In 1979 The Hobbit was published by the FS with two full-page drawings and nineteen head-pieces by Eric Fraser. It was bound in quarter dark red leather, had dark red cloth boards with the same design as the 1976 edition, and map endleaves. The slipcase was dark red or pale grey and measured 22.8 x 15 cm. There were now 248 pages.

Every subsequent edition used this text block, with even the publication date remaining 1979 on the title page.

In 1997 (the standard edition pictured below) the binding changed to orange paper blocked in gold with a design by Francis Mosley

The Folio Society bought out a limited edition in 2002. In reality, this was absolutely identical internally to the 1979 standard edition except for :-
- Leather slipcase with scalloped edges and gilt stamped calligraphic cover title
- Hand-bound in dark brown Moroccan Goatskin Leather and gold pure Indian Silk.
- Ribbon bookmark
- Gilded top page block edges
- Colophon page at front of book
- Slightly different imprint details

What you are paying a great deal more for in the limited edition is a beautiful slipcase and superb binding. The paper and page structure are identical to the standard edition.

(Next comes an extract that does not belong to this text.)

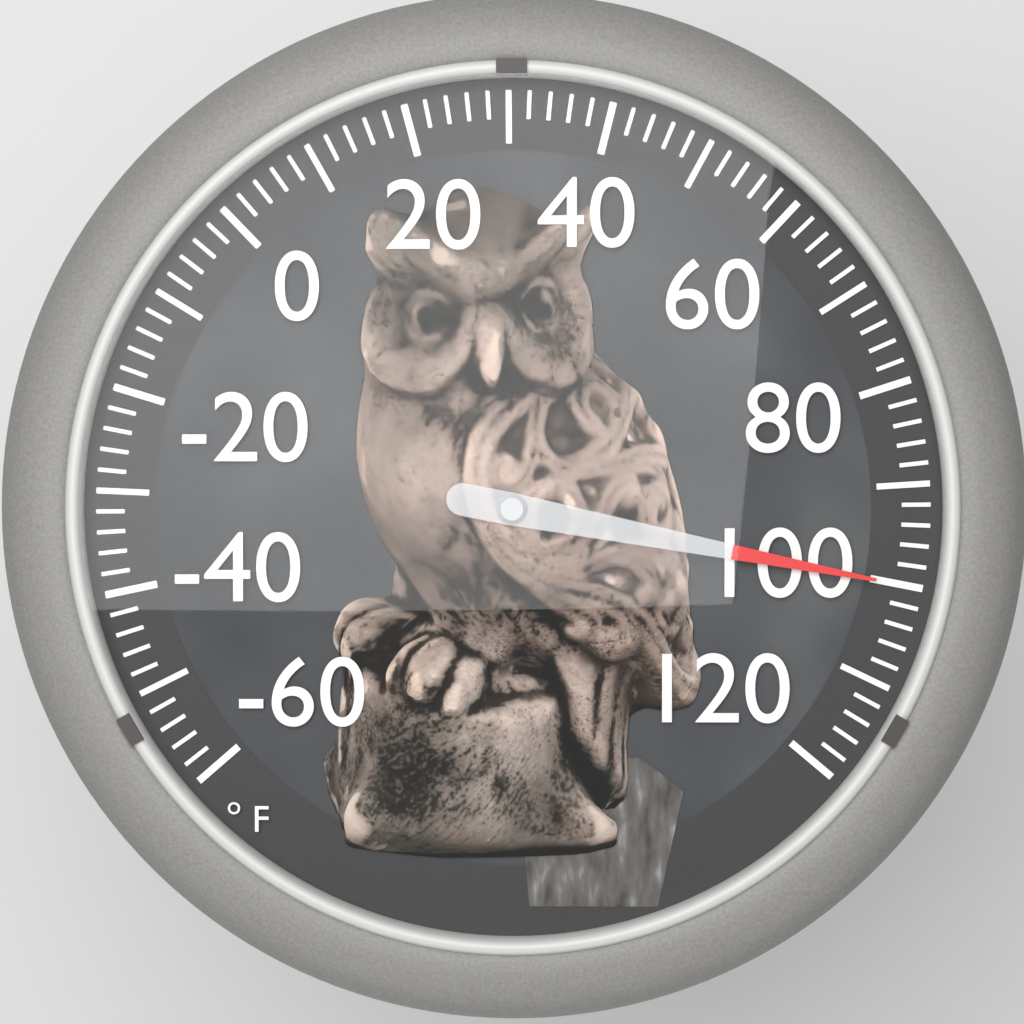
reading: 100 °F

There was also a scarce variant issue of the limited edition, in which in error the first signature lists George Allen & Unwin as publisher instead of the Folio Society. It is otherwise identical to the limited edition above. The number of these variant copies is unknown, nor is it known why the mismatch of cases and sheets took place.

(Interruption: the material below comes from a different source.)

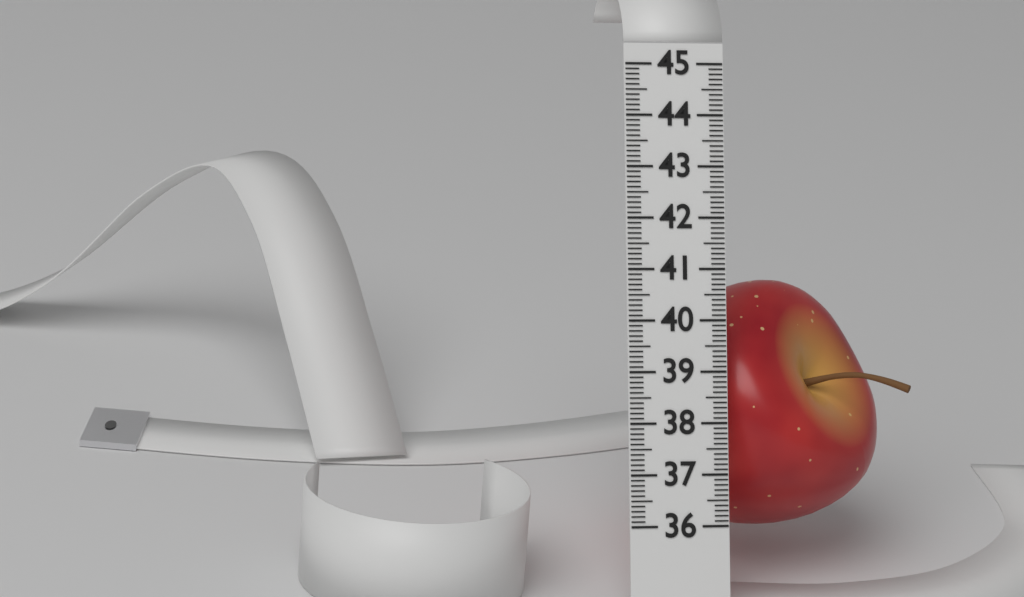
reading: 40.9 (no unit)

1976 edition (image from web)


1979 edition (image from web)


1997 standard edition and 2002 limited edition







2002 LIMITED EDITION



















Pages common to both standard and limited editions

Front endpaper


Back endpaper




















1997 STANDARD EDITION









An index of the other illustrated reviews in the "Folio Archives" series can be viewed here.

2ultrarightist
mrt 8, 2019, 9:22 am

Thank you for posting this. Do you know if the 1976 and/or 1979 edition were printed letterpress?

3c_schelle
mrt 8, 2019, 9:47 am

>2 ultrarightist: The Folio 60 doesn't say so, but to my knowledge the 1979 first edition is Letterpress. I own a copy of that edition and it also feels like Letterpress, but it isn't stated anywhere explicitly.

4SF-72
mrt 8, 2019, 10:37 am

That's completely off topic, but I recently had the standard edition signed by Richard Armitage, the actor who played Thorin in the film trilogy. Which makes me very happy in what's probably a bit of a silly way, but I do enjoy it - a lot. The general reaction by people I showed the book to was how pretty the illustrations were and how nice it looked in all. In that regard I actually prefer the standard edition to the limited edition. Those golden patterns are really pleasing.

5ultrarightist
mrt 8, 2019, 7:43 pm

6Mooch360
mrt 10, 2019, 1:42 pm

I have no idea what the maze design on the first two editions has to do with The Hobbit. It seems like an odd design choice.

7LesMiserables
jun 14, 2019, 4:40 am

>1 wcarter:

The first Red Book of Westmarch.

Nice.

8ubiquitousuk
jan 17, 2022, 2:51 am

>1 wcarter: There seems to be a spelling error in the author's name in the title of the post, and also in the link to the post from the master index: -ein rather than -ien.

9wcarter
jan 17, 2022, 4:17 am

>8 ubiquitousuk:
Oops!! What an elementary error.
Thanks for pointing it out.
Fixed!

10GusLogan
jan 17, 2022, 4:25 am

>6 Mooch360:
Commenting on a three year-old post. Still. The undermountain goblin lair thingie is maze-like, isn’t it?

11elladan0891
jan 17, 2022, 10:43 am

>10 GusLogan: Sure, but what complicates matters is the fact that 1977 LoTR set has exact same design on all 3 volumes, just rotated differently on each volume. And they all feature the same maze design as the Hobbit on their spines...

12GusLogan
Bewerkt: jan 17, 2022, 12:01 pm

>11 elladan0891:
Good point! But it’s that Balrog-y bit I saw in a movie, that bit with the big spider-whatsit and some other maze-y place, innit? Got to be at least one per book, no doubt. Fair obsessed with them, that Gandalf fellow was, didn’t write a book without one! ”Good vs. evil - but what if good GETS LOST, eh?!”